Eleanor Friedberger earned the pedigree for solo success long ago. Throughout 9 years and 9 albums as The Fiery Furnaces, she and her brother Matt have demonstrated an acuity and lust for the weird, while still maintaining a hand on the pulse of pop music and classic composition. Now, on Last Summer, Eleanor goes her own way and compiles a set of 10 tracks that feels both familiar and pleasantly mellow. The casual, cavalier approach to composition and pacing that we've seen in flashes from The Fiery Furnaces remains, but Eleanor also manages to hold onto pop and genre, bending them in more subtle, still accessible and pleasing experiments. Specifically, "The Inn of the Seventh Ray" reads very strongly like one of the epic medley tracks from recent Furnaces albums, but it also never breaks down into brutal madness. Instead, it progresses much the way we believe a song should. Eleanor Friedberger's songs are big, lush and beautiful. They lack abrasiveness, for the most part, and more often grind along as streams of consciousness. Of course, Last Summer, is excellent, loaded with callbacks not only to her band, but to the traditional progressions and gorgeous arrangements of blues, rock and jazz from the past.
The opening track, "My Mistakes" sets the tone for an album that embraces genre and takes a hopeful, if aware view of life in its lyrics. The track really is so good that saying more about it would only make it sound less amazing than it is, so here's a video:
Next up is "Inn of the Seventh Ray," a track that is reminiscent of Furnaces stuff, but also calls to mind the lyrical idiosyncrasies that makes Eleanor Friedberger so interesting. Her stilted, breathy vocals combined with the melodic, story-telling nature of the song makes for something like "My Egyptian Grammar" or "Cabaret of the Seven Devils" from Widow City. "Heaven" slides into a more conventional rock/folk ballad narrative, painting images of heaven in a pile of elegant lyrics and soft-spoken vocals. And "Scenes from Bensonhurst" parades her gorgeous, syrupy voice and her poetic free-verse writing style. What is beautiful here, and throughout the album, is that a combination of piano and energetic guitar and electronic work, with vocal looping, among other things comes together to very nearly understate every song. This is an album that speaks softly and carries a big stick, but it's also an album loaded with insights about life, growing up and other philosophical concepts. Essentially, Friedberger takes complex ideas and makes them feel not only accessible, but elegantly simple, leaving the listener with a calm "a ha!" moment.
"Roosevelt Island" picks up the pace, grinding away with some funky guitars and frenetic and harried lyrics, the kind we Fiery Furnaces fans love. And then "Glitter Gold Year" takes on blues and Motown elements, lead with the lyrics "It's a glitter gold year, two thousand and ten," backed by stomping pianos and thumping bass lines. But "One-Month Marathon" may be the best song, for its slow burn and contemplatively creepy overtones involving a child jealous of a new sibling, among other things. And there's subtle guitar work and unnerving sounds to cap the track. "I Won't Fall" is a strong song, in a very different vein from the tracks that precede it, but its breakdown is exceptional. And "Owl's Head Park" takes the long story-telling aspect of her songwriting to its extreme, beautifully. The instrumentation is chaotic and unpredictable, but still desirable and accessible, including of staggered call-and-response. The closer, "Early Earthquake" takes on a more conventional love song design, with quick stroke, clean electric guitar and click-clacking, clapping percussion.
I've stopped handing out grades and scores, after a short experiment with that, but Last Summer deserves the special recognition of receiving a 38.5/44 on the Arbitrary Grading Assessment Numerical Representation scale (or AGANR scale). Listen to it below on he olde stream. Buy it from Friedberger's Merge Records page and love it, over and over and over again, the way it deserves.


### REQUIRED WORK
Work through the data below and copy out every line where "pion" is found.

(Stored items)
== Segment start ==

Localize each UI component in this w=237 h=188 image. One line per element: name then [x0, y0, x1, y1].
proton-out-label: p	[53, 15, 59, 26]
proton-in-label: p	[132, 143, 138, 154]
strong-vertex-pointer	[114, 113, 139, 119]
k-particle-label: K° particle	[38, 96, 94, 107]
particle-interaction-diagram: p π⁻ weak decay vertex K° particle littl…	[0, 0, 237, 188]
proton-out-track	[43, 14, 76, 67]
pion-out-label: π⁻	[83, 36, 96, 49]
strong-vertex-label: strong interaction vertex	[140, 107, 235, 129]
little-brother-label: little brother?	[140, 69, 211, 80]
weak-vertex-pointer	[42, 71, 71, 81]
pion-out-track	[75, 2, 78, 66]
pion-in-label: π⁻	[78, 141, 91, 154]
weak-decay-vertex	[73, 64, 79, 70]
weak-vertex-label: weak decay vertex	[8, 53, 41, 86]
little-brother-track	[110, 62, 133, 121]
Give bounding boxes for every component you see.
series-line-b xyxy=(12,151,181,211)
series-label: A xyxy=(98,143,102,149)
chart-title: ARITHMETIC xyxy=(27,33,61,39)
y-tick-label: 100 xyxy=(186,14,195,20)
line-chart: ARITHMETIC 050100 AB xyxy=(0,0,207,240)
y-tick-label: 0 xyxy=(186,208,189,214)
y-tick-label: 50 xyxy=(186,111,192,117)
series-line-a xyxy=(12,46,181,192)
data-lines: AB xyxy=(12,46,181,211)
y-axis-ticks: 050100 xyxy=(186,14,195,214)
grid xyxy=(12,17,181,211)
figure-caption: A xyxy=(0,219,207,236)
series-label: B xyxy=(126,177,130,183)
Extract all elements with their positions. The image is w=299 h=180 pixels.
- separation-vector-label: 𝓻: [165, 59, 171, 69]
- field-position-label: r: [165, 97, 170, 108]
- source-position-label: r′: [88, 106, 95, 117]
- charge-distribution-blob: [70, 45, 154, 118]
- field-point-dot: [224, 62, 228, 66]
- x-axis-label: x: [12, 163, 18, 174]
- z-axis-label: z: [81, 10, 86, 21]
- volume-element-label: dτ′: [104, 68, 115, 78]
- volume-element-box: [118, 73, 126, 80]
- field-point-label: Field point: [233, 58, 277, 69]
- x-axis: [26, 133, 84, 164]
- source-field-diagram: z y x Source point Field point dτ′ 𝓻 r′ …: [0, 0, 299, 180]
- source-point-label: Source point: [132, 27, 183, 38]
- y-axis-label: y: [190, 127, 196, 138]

== Segment end ==

### WRITTEN SOLUTION
pion-out-label: π⁻	[83, 36, 96, 49]
pion-out-track	[75, 2, 78, 66]
pion-in-label: π⁻	[78, 141, 91, 154]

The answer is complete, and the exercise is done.